The hull immediately outside the airlock was a crawling carpet of mottled flesh. A sea of pikes bobbed and waved above it: the Cygnans’ flying broomsticks. They held them absent-mindedly, passing them from hand to middle limb to foot as they jostled one another to converge on the opening lock. The clever little toes clung to any projection or surface irregularity on the hull.
Jameson scrambled forward, Yeh and Grogan flanking him in a flying wedge. The carpet of alien life opened up ahead of them and closed again behind them. Yeh was swinging his long hook in circles to keep them at a distance. Grogan poked with his sledge handle. Cygnans skipped nimbly out of the way.
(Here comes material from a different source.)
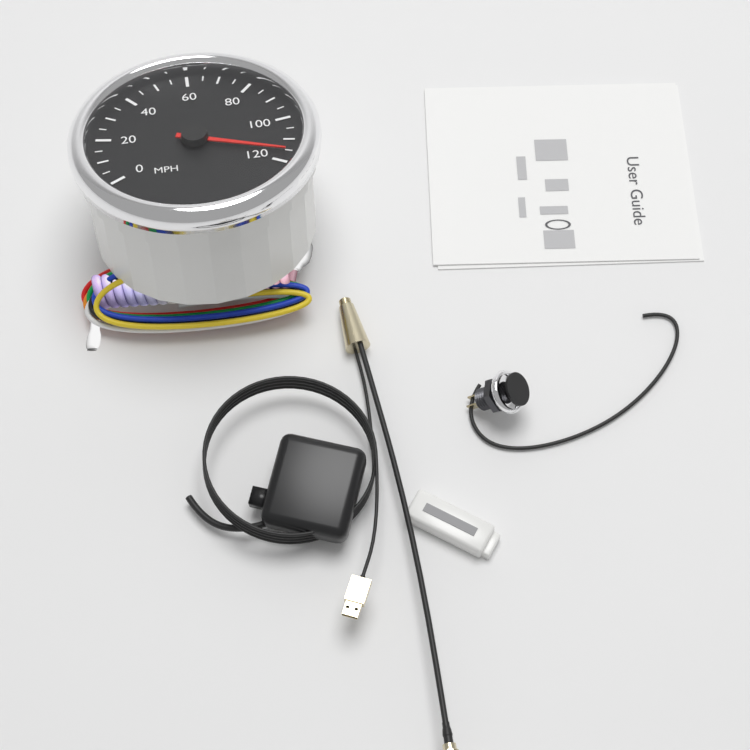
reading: 115 MPH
Yeh made a swipe with his hook and ripped the balloonlike sheath over a Cygnan’s long snout. Vapor puffed out into space; and the Cygnan died. Jameson could see orange blood oozing out of the eyestalks.
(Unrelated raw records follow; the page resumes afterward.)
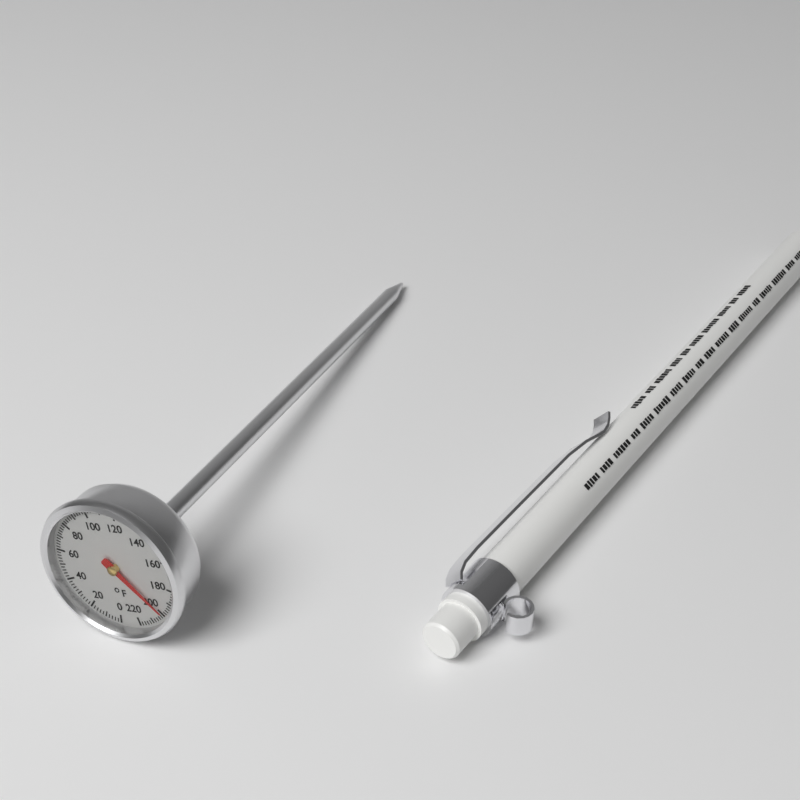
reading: 200 °F
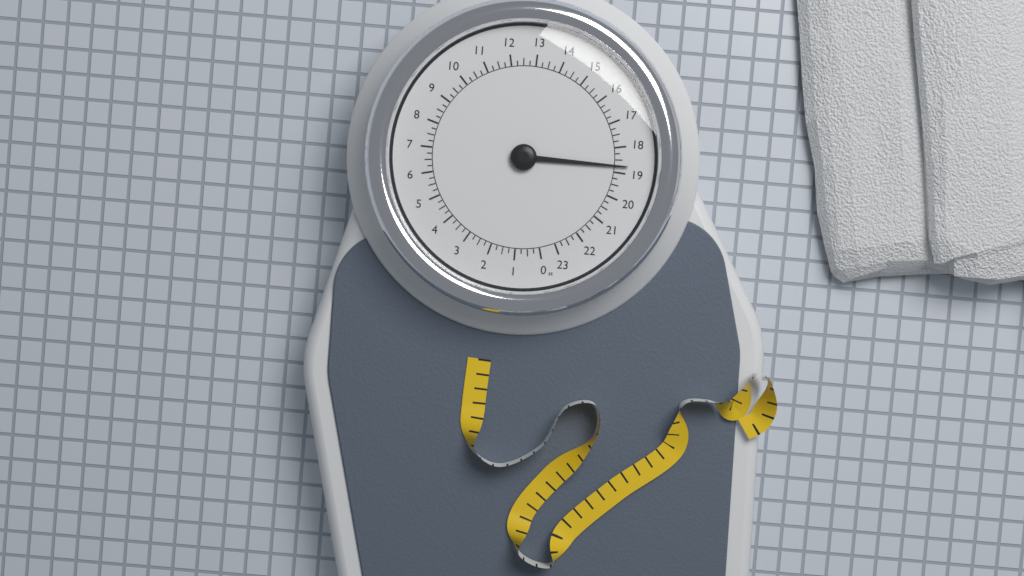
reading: 18.75 st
Then, before the swing could be completed, Cygnan fingers closed on the shaft of the cargo hook. Yeh shook the grip off with his enormous strength, but the Cygnan simply shifted its grip to a middle limb. A companion came to, help it and easily snatched the hook out of Yeh’s grasp; Yeh’s weapon passed from Cygnan to Cygnan until it was out of sight.
Grasping hands and feet were all over Jameson now. He swung out with his crowbar and felt it thud into the closely packed bodies. But dozens of three-fingered paws began tugging at it, anticipating his every move.
He could see Grogan floating belly-up above the hull beside him, being borne away by Cygnans, like a grub carried by ants. Grogan’s struggles did him no good. When he shook a Cygnan claw off, two or three more were there to take its place. With their six limbs and unencumbered bodies, they just kept changing hands in a blur of motion. There was nothing to fight against.
Clumsy in his spacesuit, Jameson tried to strike out, to grab. The crowbar had been plucked away before he realized what was happening. Whenever he caught hold of a Cygnan, deft, slender fingers pried his grip loose. Dozens of hands snatched at his sleeves, keeping him from hitting hard.
Ahead of him he saw an explosion of packed bodies. Grogan had somehow broken free for a moment. Cygnans rose into the air and began to settle down again. He caught a glimpse of Grogan, writhing against a background of stars, a half dozen aliens clinging to him like terriers to a bear. Busy fingers were plucking at Grogan’s hoses, at the latches of his suit. Finally came the horrible sight of Grogan’s helmet being passed from Cygnan to Cygnan like a basketball, while above Grogan’s collar ring a ball of oozing sludge sprayed a fine pink mist into space.
Jameson felt a moment of panic as alien fingers fumbled at his own latches. He managed to slap them away, and they didn’t return. Then suddenly came a heave, like a concerted blanket-toss, and Jameson felt himself sailing into space. Tumbling end over end, he saw himself heading into the mouth of a large transparent sack that was being held open by a circle of hovering Cygnans. There was nothing he could do to change his trajectory, as he discovered when he tried to use his suit jets. Industrious little fingers had managed to disconnect them.
He was ignominiously stuffed, kicking and squirming, into the sack. The neck was drawn shut. He struck out through the tough plastic material at the smooth, shiny bodies around him. All he succeeded in doing was to work up a sweat inside his spacesuit. Can’t fight my way out of a paper bag, he thought. He groped at his belt kit for something sharp. All his tools were missing.
A Cygnan with some kind of tank-and-hose arrangement floated over to him. Jameson studied the creature through the clear plastic. It was holding the tank in its middle limbs, the hose nozzle with one hand. The other hand—or what passed for a hand—began fiddling with a valve. Holding its broomstick negligently with one foot, the Cygnan started to spray him. When it had finished the job, another Cygnan floated over with a bundle of long tubes fitted with a pistol grip. His captors let go of the sack again and left Jameson hanging free. The creature vacuumed the entire surface of the sack industriously. Jameson detected a glow of purple light. Sterilizing me, he thought.